There have been many occasions where I have played a game to reach a situation where I have faced a tough choice of some kind. A typical method to select the optimal resolution is to save the game, test the different alternatives and see which one leads to the best immediate result. When I played Life Is Strange I realised that it is a game where this behaviour is the actual main mechanism.
The game begins when the protagonist, Max, experiences a tornado destroying the town of Arcadia Bay, Oregon. This event turns out to be only a realistic vision when Max wakes up in her photography class. She is a senior year high school student of Blackwell Academy and she is very fond of her instant camera which she uses to record major and minor events of her life. In order to recover from the shocking tornado vision she visits the restroom where she takes a photo of a butterfly. And witnesses a murder of a girl. And realises that she somehow has gained the power to rewind time and the ability to make changes in the flow of events. Thus she saves the girl who turns out to be Chloe, Max’s best friend growing up, and the story starts from there.

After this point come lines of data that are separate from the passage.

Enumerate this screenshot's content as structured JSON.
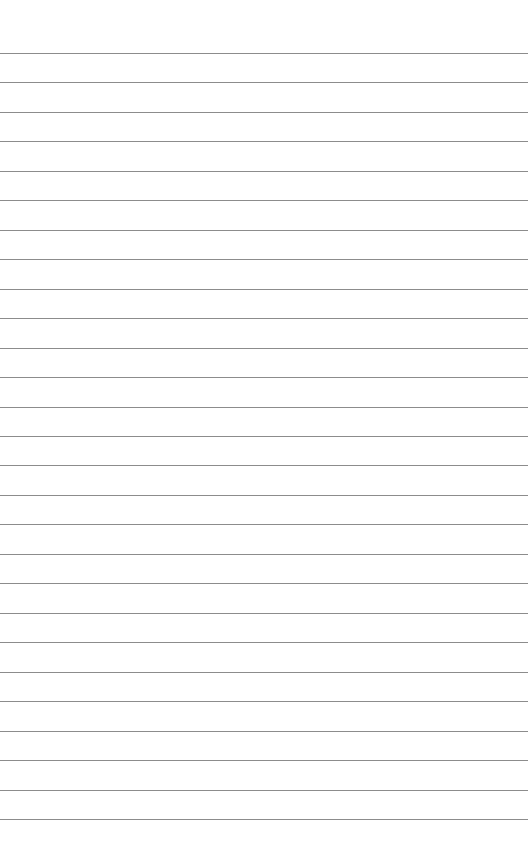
{
  "page": {
    "type": "lined-paper",
    "line_count": 27,
    "first_line_y": 53,
    "line_spacing": 29.46,
    "line_color": "#8c8c8c",
    "background_color": "#ffffff"
  }
}
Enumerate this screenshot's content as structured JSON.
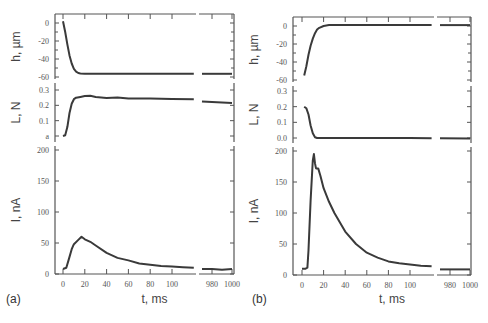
{
  "figure": {
    "panels": [
      {
        "id": "a",
        "label": "(a)",
        "xlabel": "t, ms"
      },
      {
        "id": "b",
        "label": "(b)",
        "xlabel": "t, ms"
      }
    ]
  },
  "chart_data": [
    {
      "panel": "(a)",
      "type": "line",
      "xlabel": "t, ms",
      "x_ticks": [
        0,
        20,
        40,
        60,
        80,
        100,
        980,
        1000
      ],
      "x_axis_break": [
        120,
        970
      ],
      "subplots": [
        {
          "ylabel": "h, µm",
          "yticks": [
            0,
            -20,
            -40,
            -60
          ],
          "ytick_labels": [
            "0",
            "-20",
            "-40",
            "-60"
          ],
          "ylim": [
            -62,
            8
          ],
          "x": [
            0,
            2,
            4,
            6,
            8,
            10,
            12,
            14,
            16,
            20,
            30,
            60,
            100,
            120,
            970,
            1000
          ],
          "y": [
            2,
            -10,
            -24,
            -36,
            -45,
            -51,
            -54,
            -55.5,
            -56,
            -56.5,
            -56.5,
            -56.5,
            -56.5,
            -56.5,
            -56.5,
            -56.5
          ]
        },
        {
          "ylabel": "L, N",
          "yticks": [
            0.3,
            0.2,
            0.1,
            0.0
          ],
          "ytick_labels": [
            "0.3",
            "0.2",
            "0.1",
            "a"
          ],
          "ylim": [
            -0.02,
            0.34
          ],
          "x": [
            0,
            2,
            4,
            6,
            8,
            10,
            12,
            16,
            20,
            25,
            30,
            40,
            50,
            60,
            80,
            100,
            120,
            970,
            1000
          ],
          "y": [
            0.0,
            0.005,
            0.06,
            0.15,
            0.21,
            0.24,
            0.25,
            0.255,
            0.26,
            0.262,
            0.255,
            0.248,
            0.252,
            0.245,
            0.245,
            0.242,
            0.24,
            0.225,
            0.215
          ]
        },
        {
          "ylabel": "I, nA",
          "yticks": [
            200,
            150,
            100,
            50,
            0
          ],
          "ytick_labels": [
            "200",
            "150",
            "100",
            "50",
            "0"
          ],
          "ylim": [
            0,
            205
          ],
          "x": [
            0,
            3,
            5,
            8,
            10,
            14,
            17,
            20,
            25,
            30,
            40,
            50,
            60,
            70,
            80,
            90,
            100,
            110,
            120,
            970,
            980,
            990,
            1000
          ],
          "y": [
            8,
            10,
            22,
            40,
            48,
            55,
            60,
            56,
            52,
            46,
            34,
            26,
            22,
            17,
            15,
            13,
            12,
            11,
            10,
            8,
            8,
            7,
            8
          ]
        }
      ]
    },
    {
      "panel": "(b)",
      "type": "line",
      "xlabel": "t, ms",
      "x_ticks": [
        0,
        20,
        40,
        60,
        80,
        100,
        980,
        1000
      ],
      "x_axis_break": [
        120,
        970
      ],
      "subplots": [
        {
          "ylabel": "h, µm",
          "yticks": [
            0,
            -20,
            -40,
            -60
          ],
          "ytick_labels": [
            "0",
            "-20",
            "-40",
            "-60"
          ],
          "ylim": [
            -62,
            8
          ],
          "x": [
            2,
            4,
            6,
            8,
            10,
            12,
            14,
            16,
            20,
            25,
            30,
            60,
            100,
            120,
            970,
            1000
          ],
          "y": [
            -55,
            -45,
            -32,
            -22,
            -14,
            -8,
            -4,
            -2,
            0,
            1,
            1,
            1,
            1,
            1,
            1,
            1
          ]
        },
        {
          "ylabel": "L, N",
          "yticks": [
            0.3,
            0.2,
            0.1,
            0.0
          ],
          "ytick_labels": [
            "0.3",
            "0.2",
            "0.1",
            "0.0"
          ],
          "ylim": [
            -0.02,
            0.34
          ],
          "x": [
            2,
            4,
            6,
            8,
            10,
            12,
            14,
            20,
            60,
            100,
            120,
            970,
            1000
          ],
          "y": [
            0.2,
            0.19,
            0.15,
            0.08,
            0.03,
            0.005,
            0.0,
            0.0,
            0.0,
            0.0,
            -0.002,
            -0.002,
            -0.004
          ]
        },
        {
          "ylabel": "I, nA",
          "yticks": [
            200,
            150,
            100,
            50,
            0
          ],
          "ytick_labels": [
            "200",
            "150",
            "100",
            "50",
            "0"
          ],
          "ylim": [
            0,
            205
          ],
          "x": [
            0,
            3,
            5,
            6,
            8,
            10,
            11,
            12,
            13,
            15,
            17,
            20,
            25,
            30,
            40,
            50,
            60,
            70,
            80,
            90,
            100,
            110,
            120,
            970,
            980,
            1000
          ],
          "y": [
            10,
            10,
            12,
            40,
            120,
            185,
            195,
            180,
            172,
            172,
            160,
            140,
            118,
            100,
            70,
            50,
            36,
            28,
            22,
            19,
            17,
            15,
            14,
            9,
            9,
            9
          ]
        }
      ]
    }
  ]
}
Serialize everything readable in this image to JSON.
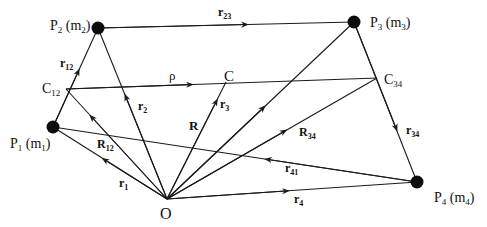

Life Is Strange is more an interactive story than a game. It is therefore very strange that I really liked the game despite feeling that the story is rather bad. It is certainly an interesting concept, but the story as a whole only explores a very limited range of possibilites with a time rewinding power and some of the plotline feels somewhat strained. The reason I like the game so much is instead the excellent storytelling and the atmosphere. The teenagers in school seemed at first to be extremely stereotypical but as the game moved on they started to feel like actual human beings, and in the end I really cared about almost all characters in the game. My feelings tend to be easily manipulated when I read books or watch films, but this is one of the rare occasions I have had these feelings playing a computer game. That is also the reason why I ignore that the tempo of the game is very uneven with some unnecessarily tedious tasks (for instance finding five bottles in a scrapyard that contains only those five bottles), and that the interface feels a bit clumsy. The characters have stayed in my head for several days already, and it seems that they will remain there for some time. I believe that is good.